Sunday, September 1, 2013

A Book A Week - Week 35: Bad Monkey

This week's book:
  Bad Monkey  by Carl Hiassen

Grade:  B

Maybe I'm not that into cop procedurals or detective  stories.  Maybe it's just Florida...

The author is a very good writer, as he should be, since he also writes as a journalist for the Miami Herald.  No dangling participles here, no fragments, no changes in voice or point of view mid-scene.  It's clean and spare, sometimes to the point of being abrupt.  Well-executed.
   The tone, however... eh, not so much.

I did not like the tone.  Not one bit.  Since the action is set in the Florida Keys, mostly, maybe this is the tone it should have.  I don't know, I've never been to the Keys.  I do know, though, that I don't like books where the dialogue comes fast and snappy, and the banter is really just the author being clever with himself.  This is what we have here.  I've referenced The Gilmore Girls before, which I also never got into, and this is more of the same.  Everyone's clever, everyone's got a snappy comeback, everyone's too cool for school.  Real people aren't like this, real people have real conversations that don't always dive for the punch line.  Matter of fact, if you know someone who always has to be clever, who always tries to speak the way the characters in Bad Monkey speak, you probably try to avoid them at all costs.  Narcissists are tedious to be around.

As far as the story goes, it's not a bad premise.  A disgraced detective - I presume the disgrace happens in a prior novel but I'm not certain - is allowed to stay employed by becoming a health department inspector.  It's a gross job, as anyone the restaurant biz can tell you, and he hates it but it keeps him in rent money.  Because of this connection and his desperate need to get back on the police force, he's drawn into a mystery when a severed human arm is snagged by a tourist fishing for sailfish.  The plot proceeds from there, moving from the Keys to Miami to the Bahamas.
   I think it's a very imaginative and suitably convoluted beginning.  I'm not a regular mystery reader, but I'm pretty sure they don't all start out with a severed arm being dragged out of the Gulf by a tourist who wants to pose with it as if he snagged the Great White from Jaws.

The plot is very twisty and turn-y, as a mystery should be, lots of ins and outs, lots of what-have-yous.  I had it figured out by page 100 or so.  By that I mean I suspected the major twist - again not a Dan-Brown-style lie but a for-real twist -  by page 100. I wasn't proved right until 200 or so pages later.  I don't hold this against the author, I've learned this year that I'm something of a mystery spoil-sport.  No harm, no foul.  With the details, such as a dead man whose business was running a Medicare scam with mobility wheelchairs, Bahamians looking for voodoo curses, and desperate real-estate developers, the plot was also very Floridian.  Which isn't really for me.
  At times the secondary characters kind of blended for me, I wasn't quite sure who was who every so often.  But the major characters all distinguished themselves, even if their dialogue devolved into the same brand of patter more than I liked.

There was, in fact, a monkey in this story.  He did turn out to be a major character, though he was the only one who wasn't constantly trying to one-up the others with a punch line.  He was not, in fact, a bad monkey at all.

If you like mystery novels, this is good one, you should read it.  If you hated the Gimore Girls, like I did, you'll probably not like this either. 

Next week:
 The Last Buccaneer   by Lynn Erickson
 A Harlequin Romance.  I'm not lying.  I got it at Half-Price books by way of Goodwill.  I paid a buck and I probably got ripped off.  This is so far out of my genre comfort zone that I'm actually giddy and sick with anticipation at the same time.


• EXERCISE
For the material that follows, state how many lines contain the word "ylabel", and add nothing.

• SOURCE MATERIAL
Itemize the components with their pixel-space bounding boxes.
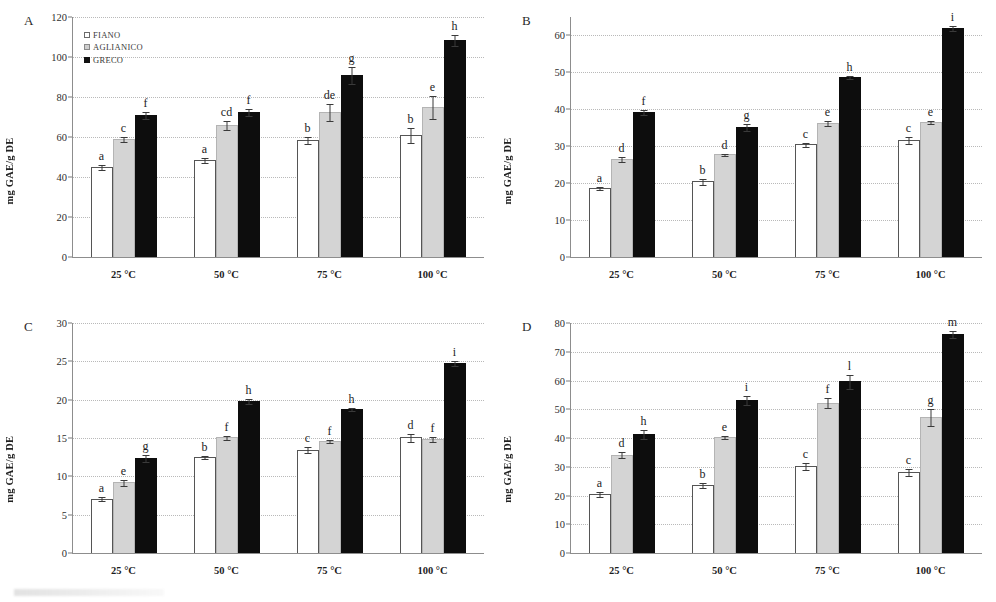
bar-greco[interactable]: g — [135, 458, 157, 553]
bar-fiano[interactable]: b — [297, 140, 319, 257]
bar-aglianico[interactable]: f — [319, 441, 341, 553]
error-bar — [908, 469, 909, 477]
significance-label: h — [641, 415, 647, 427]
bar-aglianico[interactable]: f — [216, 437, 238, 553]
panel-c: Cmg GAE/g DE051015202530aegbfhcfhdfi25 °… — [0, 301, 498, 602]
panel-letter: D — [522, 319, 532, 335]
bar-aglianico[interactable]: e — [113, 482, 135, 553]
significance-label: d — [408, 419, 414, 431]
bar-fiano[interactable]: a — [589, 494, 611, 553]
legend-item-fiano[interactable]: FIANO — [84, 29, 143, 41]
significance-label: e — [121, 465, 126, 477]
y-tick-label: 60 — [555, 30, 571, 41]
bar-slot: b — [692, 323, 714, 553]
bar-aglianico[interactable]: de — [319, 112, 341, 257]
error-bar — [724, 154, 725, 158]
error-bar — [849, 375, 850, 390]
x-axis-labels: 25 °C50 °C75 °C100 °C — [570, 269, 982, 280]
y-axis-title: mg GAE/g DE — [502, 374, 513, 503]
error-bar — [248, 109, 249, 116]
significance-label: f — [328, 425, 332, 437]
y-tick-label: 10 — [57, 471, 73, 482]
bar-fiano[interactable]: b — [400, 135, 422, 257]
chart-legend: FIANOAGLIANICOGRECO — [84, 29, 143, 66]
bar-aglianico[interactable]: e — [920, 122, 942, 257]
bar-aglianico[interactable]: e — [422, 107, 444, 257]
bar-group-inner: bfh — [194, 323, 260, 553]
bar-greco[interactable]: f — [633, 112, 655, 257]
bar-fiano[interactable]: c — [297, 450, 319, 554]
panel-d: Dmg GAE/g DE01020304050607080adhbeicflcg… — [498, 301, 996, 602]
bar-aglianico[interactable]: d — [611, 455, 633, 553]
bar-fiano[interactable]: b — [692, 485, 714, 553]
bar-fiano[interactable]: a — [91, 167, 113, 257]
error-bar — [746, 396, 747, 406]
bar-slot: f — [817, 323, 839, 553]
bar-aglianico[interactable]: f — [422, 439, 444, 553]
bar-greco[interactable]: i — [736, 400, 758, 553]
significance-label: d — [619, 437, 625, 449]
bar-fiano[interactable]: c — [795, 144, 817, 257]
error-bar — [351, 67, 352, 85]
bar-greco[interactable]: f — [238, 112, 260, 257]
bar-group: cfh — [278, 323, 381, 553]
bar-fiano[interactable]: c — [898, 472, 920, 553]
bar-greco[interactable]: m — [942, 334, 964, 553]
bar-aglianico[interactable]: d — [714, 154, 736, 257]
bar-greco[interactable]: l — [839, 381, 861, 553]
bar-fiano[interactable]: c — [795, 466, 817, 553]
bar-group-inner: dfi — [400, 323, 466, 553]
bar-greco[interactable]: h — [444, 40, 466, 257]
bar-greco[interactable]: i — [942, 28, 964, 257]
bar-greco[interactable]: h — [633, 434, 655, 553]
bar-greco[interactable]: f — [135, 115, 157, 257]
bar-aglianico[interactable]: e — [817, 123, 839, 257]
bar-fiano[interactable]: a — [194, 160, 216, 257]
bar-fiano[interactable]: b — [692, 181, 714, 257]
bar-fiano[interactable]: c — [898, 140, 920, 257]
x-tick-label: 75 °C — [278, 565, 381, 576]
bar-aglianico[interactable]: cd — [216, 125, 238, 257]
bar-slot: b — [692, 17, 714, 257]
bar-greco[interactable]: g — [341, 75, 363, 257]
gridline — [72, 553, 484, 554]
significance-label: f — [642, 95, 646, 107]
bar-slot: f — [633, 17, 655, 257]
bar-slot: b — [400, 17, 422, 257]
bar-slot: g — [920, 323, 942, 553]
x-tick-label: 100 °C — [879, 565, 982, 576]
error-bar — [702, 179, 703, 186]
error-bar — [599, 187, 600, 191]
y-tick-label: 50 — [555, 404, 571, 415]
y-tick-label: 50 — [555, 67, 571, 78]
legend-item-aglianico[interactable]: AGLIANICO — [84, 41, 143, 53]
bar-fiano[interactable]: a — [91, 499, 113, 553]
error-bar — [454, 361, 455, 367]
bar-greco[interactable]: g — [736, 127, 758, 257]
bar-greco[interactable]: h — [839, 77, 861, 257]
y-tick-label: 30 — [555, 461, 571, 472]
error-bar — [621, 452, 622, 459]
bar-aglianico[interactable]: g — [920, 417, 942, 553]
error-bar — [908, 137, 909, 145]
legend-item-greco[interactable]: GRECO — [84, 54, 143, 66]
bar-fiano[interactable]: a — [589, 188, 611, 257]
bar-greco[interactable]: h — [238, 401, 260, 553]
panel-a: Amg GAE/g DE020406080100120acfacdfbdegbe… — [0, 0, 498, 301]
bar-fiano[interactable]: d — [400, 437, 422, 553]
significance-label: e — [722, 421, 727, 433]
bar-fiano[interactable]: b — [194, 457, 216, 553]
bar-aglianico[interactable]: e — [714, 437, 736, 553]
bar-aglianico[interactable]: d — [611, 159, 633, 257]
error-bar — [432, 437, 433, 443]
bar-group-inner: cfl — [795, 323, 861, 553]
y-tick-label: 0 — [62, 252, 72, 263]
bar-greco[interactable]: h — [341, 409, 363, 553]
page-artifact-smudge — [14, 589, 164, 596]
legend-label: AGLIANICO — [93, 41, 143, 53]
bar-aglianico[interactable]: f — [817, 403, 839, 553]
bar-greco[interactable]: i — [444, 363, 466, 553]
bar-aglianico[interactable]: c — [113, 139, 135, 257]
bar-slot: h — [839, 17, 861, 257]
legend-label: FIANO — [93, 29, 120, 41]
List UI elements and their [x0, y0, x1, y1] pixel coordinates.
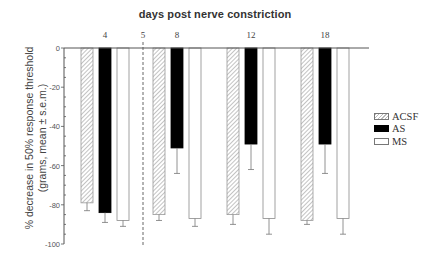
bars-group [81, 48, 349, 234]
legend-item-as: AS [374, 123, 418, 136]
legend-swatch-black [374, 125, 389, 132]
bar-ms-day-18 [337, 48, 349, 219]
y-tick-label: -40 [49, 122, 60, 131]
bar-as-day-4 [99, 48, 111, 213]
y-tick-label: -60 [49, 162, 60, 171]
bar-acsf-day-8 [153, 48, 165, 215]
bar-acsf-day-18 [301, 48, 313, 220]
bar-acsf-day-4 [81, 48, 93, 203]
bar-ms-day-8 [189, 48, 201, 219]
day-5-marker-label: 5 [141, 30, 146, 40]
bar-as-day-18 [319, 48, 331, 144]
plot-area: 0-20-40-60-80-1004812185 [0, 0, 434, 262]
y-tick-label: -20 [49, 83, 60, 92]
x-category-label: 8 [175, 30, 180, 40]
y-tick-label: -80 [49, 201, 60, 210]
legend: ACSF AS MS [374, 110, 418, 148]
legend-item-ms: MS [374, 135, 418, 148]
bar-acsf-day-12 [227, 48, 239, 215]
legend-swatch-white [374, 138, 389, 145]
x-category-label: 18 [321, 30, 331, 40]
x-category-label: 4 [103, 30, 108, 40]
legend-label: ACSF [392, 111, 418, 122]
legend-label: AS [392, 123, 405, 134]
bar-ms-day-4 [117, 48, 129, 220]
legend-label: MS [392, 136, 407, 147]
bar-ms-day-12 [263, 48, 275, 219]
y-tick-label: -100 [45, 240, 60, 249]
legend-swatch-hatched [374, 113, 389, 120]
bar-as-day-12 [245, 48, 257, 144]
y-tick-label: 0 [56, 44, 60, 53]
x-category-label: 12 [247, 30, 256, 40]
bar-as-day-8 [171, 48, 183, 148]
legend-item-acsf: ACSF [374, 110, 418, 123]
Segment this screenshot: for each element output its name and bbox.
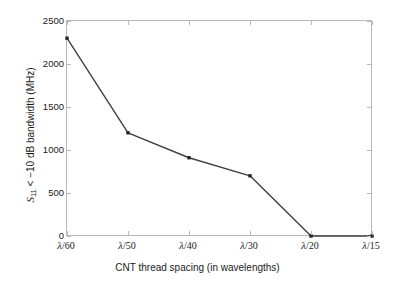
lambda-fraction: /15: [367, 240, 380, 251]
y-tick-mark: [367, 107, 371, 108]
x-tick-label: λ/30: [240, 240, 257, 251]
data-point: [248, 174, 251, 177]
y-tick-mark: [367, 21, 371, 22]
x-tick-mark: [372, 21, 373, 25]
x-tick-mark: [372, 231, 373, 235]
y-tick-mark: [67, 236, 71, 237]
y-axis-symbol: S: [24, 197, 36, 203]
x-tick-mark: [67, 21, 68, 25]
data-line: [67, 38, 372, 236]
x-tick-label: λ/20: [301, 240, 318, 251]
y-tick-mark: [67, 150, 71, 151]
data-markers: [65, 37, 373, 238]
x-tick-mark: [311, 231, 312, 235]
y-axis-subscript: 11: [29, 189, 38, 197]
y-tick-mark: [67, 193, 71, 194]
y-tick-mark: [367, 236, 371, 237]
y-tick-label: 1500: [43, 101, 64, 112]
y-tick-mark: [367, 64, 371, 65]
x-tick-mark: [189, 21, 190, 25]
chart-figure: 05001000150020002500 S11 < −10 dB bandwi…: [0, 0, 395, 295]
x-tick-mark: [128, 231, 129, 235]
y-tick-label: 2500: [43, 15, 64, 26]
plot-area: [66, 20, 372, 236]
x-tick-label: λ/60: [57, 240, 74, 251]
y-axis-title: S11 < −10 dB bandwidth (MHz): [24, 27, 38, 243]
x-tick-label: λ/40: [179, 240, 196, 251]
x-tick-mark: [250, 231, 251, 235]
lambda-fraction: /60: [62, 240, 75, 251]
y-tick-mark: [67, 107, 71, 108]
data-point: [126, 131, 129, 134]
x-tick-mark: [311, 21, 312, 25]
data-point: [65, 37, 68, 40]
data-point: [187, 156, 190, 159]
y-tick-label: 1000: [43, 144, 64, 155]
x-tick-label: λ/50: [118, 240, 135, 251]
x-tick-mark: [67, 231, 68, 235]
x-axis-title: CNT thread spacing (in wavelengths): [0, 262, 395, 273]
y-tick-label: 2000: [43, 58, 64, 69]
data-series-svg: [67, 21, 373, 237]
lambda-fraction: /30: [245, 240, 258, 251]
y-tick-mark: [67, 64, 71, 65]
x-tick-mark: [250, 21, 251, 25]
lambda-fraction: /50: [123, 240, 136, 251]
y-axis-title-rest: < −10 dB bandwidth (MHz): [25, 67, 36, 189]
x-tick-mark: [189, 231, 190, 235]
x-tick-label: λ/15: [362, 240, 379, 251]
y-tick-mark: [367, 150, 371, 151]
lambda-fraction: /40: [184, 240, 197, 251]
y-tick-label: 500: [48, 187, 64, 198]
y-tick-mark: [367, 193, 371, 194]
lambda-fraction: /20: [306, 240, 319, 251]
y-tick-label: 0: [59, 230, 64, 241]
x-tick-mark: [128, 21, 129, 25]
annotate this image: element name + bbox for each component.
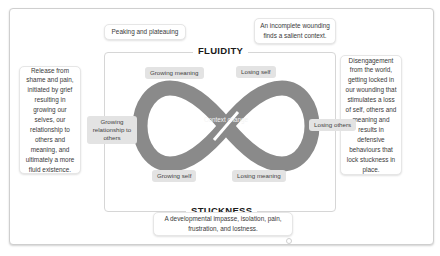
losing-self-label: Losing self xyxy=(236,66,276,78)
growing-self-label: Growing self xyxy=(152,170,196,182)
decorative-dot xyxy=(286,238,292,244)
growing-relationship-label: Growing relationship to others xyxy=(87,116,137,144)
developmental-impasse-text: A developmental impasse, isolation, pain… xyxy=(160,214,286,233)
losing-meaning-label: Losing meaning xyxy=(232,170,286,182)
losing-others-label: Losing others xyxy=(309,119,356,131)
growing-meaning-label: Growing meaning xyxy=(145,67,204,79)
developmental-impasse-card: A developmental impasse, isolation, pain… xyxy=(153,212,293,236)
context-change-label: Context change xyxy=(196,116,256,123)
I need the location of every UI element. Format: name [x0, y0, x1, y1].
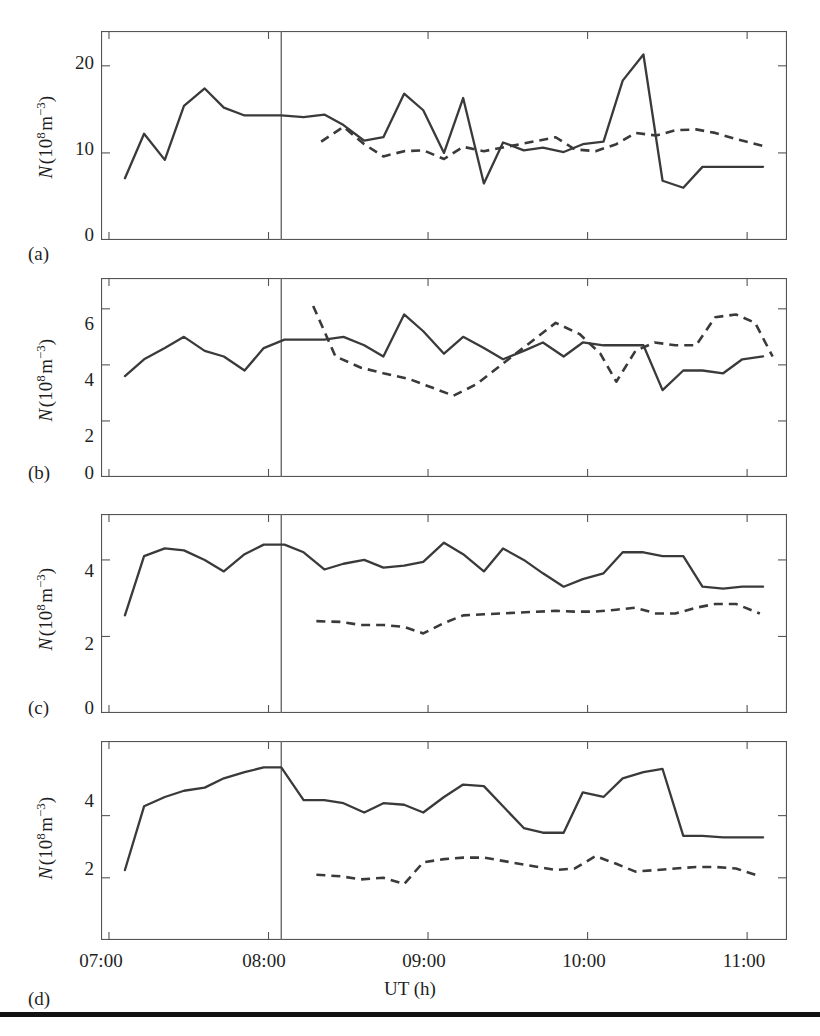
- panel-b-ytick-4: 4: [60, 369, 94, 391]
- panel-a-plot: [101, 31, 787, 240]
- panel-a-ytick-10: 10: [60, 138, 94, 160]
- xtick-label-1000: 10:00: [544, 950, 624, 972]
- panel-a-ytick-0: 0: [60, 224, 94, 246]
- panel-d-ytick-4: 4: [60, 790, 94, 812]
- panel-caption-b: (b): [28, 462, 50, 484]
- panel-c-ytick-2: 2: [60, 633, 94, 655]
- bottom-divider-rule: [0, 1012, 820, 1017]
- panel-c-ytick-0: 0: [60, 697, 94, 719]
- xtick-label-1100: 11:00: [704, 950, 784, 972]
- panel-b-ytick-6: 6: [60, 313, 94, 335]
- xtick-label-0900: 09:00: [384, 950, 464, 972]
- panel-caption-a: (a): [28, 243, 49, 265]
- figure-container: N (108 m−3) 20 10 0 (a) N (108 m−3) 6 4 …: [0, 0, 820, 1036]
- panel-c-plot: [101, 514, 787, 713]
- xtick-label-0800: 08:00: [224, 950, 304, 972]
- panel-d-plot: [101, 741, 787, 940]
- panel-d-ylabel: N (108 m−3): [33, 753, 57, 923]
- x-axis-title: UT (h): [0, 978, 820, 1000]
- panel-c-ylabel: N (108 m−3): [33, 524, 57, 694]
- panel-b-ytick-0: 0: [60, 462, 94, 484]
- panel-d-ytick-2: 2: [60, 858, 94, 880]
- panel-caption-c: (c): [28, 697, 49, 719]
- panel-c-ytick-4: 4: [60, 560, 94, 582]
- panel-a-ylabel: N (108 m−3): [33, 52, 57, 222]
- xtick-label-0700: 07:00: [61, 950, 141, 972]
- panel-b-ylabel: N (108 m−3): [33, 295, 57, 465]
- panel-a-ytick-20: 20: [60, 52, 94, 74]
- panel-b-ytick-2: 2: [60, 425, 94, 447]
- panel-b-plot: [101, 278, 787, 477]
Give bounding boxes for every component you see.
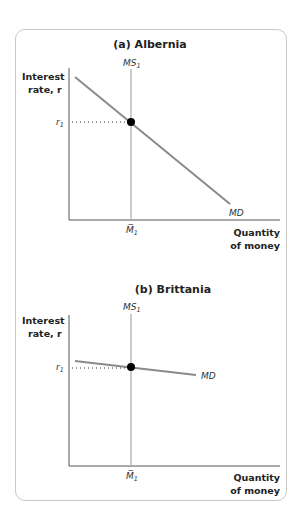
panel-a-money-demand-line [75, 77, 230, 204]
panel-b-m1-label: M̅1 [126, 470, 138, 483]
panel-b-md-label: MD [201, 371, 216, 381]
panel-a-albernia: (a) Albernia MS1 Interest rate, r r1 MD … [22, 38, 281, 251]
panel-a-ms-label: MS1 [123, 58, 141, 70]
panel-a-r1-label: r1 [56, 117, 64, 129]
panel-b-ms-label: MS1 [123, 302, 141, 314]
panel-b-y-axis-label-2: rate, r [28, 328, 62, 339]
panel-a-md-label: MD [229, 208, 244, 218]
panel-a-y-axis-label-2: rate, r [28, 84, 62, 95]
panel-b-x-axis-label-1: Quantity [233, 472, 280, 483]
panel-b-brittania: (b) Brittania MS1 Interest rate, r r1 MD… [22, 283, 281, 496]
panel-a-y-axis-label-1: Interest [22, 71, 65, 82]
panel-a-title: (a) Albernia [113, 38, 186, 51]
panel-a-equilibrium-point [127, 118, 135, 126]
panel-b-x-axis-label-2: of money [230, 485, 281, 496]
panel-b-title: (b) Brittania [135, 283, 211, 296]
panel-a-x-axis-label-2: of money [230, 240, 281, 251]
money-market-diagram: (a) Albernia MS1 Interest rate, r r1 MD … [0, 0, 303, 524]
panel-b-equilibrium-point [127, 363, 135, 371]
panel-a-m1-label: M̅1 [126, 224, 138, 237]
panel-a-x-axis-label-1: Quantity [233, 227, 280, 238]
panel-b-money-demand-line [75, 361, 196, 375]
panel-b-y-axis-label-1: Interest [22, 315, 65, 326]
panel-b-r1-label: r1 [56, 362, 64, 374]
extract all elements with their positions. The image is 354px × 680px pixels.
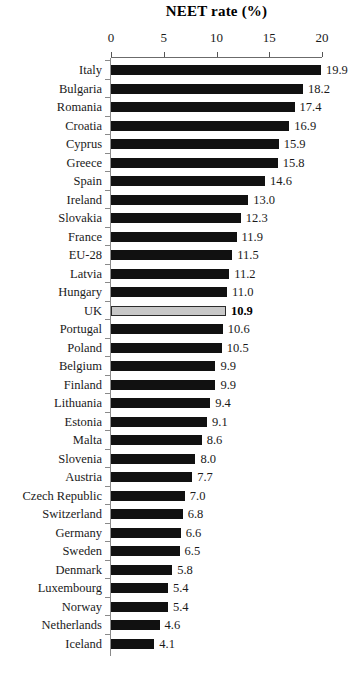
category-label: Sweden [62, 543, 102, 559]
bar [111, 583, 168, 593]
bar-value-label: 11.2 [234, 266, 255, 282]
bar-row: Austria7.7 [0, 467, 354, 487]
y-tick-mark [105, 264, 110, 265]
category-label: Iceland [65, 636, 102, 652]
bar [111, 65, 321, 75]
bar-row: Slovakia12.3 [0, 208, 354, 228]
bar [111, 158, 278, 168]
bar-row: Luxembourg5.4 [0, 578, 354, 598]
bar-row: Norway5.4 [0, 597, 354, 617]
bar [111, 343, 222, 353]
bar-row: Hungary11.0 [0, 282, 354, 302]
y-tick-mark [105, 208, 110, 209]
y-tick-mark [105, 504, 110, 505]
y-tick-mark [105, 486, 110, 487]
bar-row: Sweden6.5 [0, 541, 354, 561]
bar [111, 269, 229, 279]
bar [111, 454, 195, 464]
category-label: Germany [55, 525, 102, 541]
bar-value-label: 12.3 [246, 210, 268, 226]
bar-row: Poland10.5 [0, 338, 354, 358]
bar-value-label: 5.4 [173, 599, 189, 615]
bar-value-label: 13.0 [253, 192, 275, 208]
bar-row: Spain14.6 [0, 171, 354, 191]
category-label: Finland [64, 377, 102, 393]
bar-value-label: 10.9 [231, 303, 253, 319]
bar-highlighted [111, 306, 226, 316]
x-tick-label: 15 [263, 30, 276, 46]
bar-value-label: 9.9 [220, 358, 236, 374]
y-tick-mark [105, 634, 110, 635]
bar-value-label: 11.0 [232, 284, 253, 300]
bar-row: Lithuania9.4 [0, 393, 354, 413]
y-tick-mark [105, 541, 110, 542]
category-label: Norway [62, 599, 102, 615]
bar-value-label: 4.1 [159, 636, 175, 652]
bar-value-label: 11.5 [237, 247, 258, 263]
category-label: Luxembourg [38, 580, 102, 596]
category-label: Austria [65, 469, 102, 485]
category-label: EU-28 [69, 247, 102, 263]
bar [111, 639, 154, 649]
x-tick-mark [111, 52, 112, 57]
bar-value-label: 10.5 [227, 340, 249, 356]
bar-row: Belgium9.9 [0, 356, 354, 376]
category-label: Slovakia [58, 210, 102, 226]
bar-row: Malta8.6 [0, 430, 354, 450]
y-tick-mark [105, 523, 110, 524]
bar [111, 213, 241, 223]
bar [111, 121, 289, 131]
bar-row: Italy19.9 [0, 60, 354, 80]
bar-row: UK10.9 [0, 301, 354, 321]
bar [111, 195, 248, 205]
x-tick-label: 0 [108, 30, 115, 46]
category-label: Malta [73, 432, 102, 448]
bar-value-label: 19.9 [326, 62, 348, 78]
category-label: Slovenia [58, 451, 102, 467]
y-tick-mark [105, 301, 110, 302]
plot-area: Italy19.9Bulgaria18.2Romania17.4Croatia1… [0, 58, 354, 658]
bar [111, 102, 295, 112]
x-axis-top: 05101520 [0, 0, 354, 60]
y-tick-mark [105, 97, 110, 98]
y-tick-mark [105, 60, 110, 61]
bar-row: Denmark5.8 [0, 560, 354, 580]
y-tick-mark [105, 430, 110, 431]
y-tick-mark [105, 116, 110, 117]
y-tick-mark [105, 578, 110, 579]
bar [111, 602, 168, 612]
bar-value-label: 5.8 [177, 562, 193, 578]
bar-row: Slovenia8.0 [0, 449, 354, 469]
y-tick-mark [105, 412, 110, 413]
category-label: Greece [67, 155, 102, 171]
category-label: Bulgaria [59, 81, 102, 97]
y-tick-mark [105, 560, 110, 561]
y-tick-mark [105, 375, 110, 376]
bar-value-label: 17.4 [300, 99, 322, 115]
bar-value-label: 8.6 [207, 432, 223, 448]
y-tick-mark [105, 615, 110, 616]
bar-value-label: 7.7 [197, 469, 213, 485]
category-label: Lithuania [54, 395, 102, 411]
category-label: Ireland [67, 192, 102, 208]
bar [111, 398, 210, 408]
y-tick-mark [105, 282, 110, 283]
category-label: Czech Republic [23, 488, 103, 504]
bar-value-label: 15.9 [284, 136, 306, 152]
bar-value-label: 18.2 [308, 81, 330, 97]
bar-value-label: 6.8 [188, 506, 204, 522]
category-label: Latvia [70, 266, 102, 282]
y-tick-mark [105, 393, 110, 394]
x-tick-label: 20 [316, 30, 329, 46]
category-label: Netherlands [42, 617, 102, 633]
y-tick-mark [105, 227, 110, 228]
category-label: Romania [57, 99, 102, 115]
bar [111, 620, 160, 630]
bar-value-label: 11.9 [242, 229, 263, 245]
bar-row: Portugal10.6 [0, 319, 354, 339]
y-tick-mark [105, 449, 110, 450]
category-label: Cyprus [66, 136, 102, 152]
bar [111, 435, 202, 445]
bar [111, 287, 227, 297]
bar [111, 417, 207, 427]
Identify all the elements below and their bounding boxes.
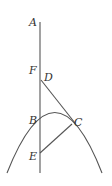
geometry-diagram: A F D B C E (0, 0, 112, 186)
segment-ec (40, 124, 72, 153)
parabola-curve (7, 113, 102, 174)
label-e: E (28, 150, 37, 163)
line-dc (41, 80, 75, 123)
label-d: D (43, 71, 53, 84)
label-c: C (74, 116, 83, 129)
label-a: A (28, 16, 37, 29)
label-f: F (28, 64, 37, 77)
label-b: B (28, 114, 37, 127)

• EXPECTED OUTPUT
4